Weak: “There is no good solution for remote team communication.” Why it fails: This was Slack’s problem in 2013. In 2026 it’s not a credible problem statement. Also vague.

Stronger: “Customer success teams at B2B SaaS companies spend 40% of their time in tools designed for sales teams — answering questions those tools were never built to help them with.” Why it works: Specific role, specific percentage, specific cause, clear solution space.


Common problem slide mistakes

Describing the symptom instead of the cause. “Our customers are losing revenue” is a symptom. The problem is what’s causing them to lose revenue. Investors want to fund solutions to causes, not band-aids for symptoms.

Making the problem about the market instead of the customer. “The $200B logistics industry is inefficient” is a market observation. “Individual freight brokers spend 4 hours per day on manual tracking calls that could be automated” is a customer problem. Fund the latter.

Using jargon that only insiders understand. Your problem slide will be read by generalist investors who may not know your industry. If understanding the problem requires industry knowledge, you need to add one sentence of context. But keep it brief — context is not the problem statement.

Combining two problems into one slide. Pick the primary problem. The one that, if solved, makes everything else easier. If you have two problems, you probably have two products — and that’s a different conversation.

Being too abstract. “Innovation is slow in enterprise software” is abstract. “The average enterprise software procurement cycle takes 18 months — meaning companies are buying solutions to problems they had 18 months ago” is concrete. Same idea, completely different emotional impact.


The problem slide in the context of the full deck

Your problem slide does not exist in isolation. It sets up everything that follows.
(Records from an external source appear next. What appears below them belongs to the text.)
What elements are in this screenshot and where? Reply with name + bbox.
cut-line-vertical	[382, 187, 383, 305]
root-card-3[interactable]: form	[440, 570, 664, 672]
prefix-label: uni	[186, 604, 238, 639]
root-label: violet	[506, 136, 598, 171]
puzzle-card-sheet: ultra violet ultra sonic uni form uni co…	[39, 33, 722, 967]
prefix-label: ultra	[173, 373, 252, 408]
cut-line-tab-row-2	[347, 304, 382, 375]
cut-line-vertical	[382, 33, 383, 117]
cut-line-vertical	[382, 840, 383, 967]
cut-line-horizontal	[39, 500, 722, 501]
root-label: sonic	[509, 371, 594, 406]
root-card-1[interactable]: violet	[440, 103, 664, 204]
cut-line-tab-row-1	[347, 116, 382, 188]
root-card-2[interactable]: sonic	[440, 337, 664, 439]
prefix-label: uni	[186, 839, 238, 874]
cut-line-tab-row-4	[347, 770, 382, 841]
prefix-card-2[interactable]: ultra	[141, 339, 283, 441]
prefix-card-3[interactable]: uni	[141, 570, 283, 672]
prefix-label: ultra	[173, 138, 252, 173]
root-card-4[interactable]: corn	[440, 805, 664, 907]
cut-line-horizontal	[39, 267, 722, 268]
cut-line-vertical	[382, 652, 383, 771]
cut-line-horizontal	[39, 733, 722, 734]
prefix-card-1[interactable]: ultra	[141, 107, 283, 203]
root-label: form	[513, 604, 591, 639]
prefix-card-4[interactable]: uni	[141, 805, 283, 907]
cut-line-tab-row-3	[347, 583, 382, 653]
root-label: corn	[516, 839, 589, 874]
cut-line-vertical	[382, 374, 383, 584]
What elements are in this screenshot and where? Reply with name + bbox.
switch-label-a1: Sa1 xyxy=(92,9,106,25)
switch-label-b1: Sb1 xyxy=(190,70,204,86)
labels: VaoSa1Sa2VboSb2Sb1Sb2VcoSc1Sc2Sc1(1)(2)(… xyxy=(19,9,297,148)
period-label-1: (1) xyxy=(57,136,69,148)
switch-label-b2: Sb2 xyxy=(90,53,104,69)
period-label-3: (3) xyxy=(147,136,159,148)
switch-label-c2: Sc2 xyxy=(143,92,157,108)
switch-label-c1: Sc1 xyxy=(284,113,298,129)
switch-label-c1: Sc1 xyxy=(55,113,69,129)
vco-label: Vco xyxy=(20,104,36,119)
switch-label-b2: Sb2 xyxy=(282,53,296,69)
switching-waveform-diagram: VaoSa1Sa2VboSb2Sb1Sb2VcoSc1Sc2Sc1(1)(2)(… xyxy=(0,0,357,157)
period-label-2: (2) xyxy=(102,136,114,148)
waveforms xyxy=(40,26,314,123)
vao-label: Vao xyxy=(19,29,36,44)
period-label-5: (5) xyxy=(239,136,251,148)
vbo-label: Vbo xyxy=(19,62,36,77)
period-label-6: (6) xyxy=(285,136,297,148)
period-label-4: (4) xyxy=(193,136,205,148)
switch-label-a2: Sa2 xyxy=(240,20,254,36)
A strong problem slide makes the “Why Now” slide feel urgent rather than arbitrary. It makes the solution slide feel inevitable rather than promotional. It makes the market size slide feel credible rather than theoretical.

Think of the problem slide as the first domino. If it falls cleanly, the rest of the deck has momentum. If it doesn’t fall — if investors don’t feel the problem — every subsequent slide is pushing uphill.

This is why fixing a weak problem slide is almost always more valuable than fixing any other slide. Fix the foundation. The rest gets easier.


FAQ

How long should my problem slide be? One to three sentences maximum. One is ideal. If you need three, make sure each sentence earns its place — no filler, no context that the slide doesn’t need.

Should I use a statistic or a story? Both if you can fit it cleanly. The statistic makes it credible. The story makes it memorable. If you can only do one, use the statistic — investors are more persuaded by data than anecdote, especially at first read.

What if my problem is hard to quantify? Find a proxy. If you can’t measure the problem directly, measure its consequences. Time lost, money spent on workarounds, frequency of occurrence, rate of failure. Something is always measurable.

Can I have two problem slides? Generally no. Two problem slides signal two products or an unclear focus. If you genuinely have two distinct problems, structure them as cause and consequence on one slide — not as two separate problems.

What if investors already know the problem? Don’t skip the slide. Even if the problem is well known, your specific framing of it reveals how you think. The angle you choose — which customer, which consequence, which number — communicates your insight about the market.


The Pitch Deck Guide includes Duygu’s complete Problem Clarity framework — the exact methodology used across dozens of funded decks. Slide-by-slide, with real examples. One-time purchase, instant access.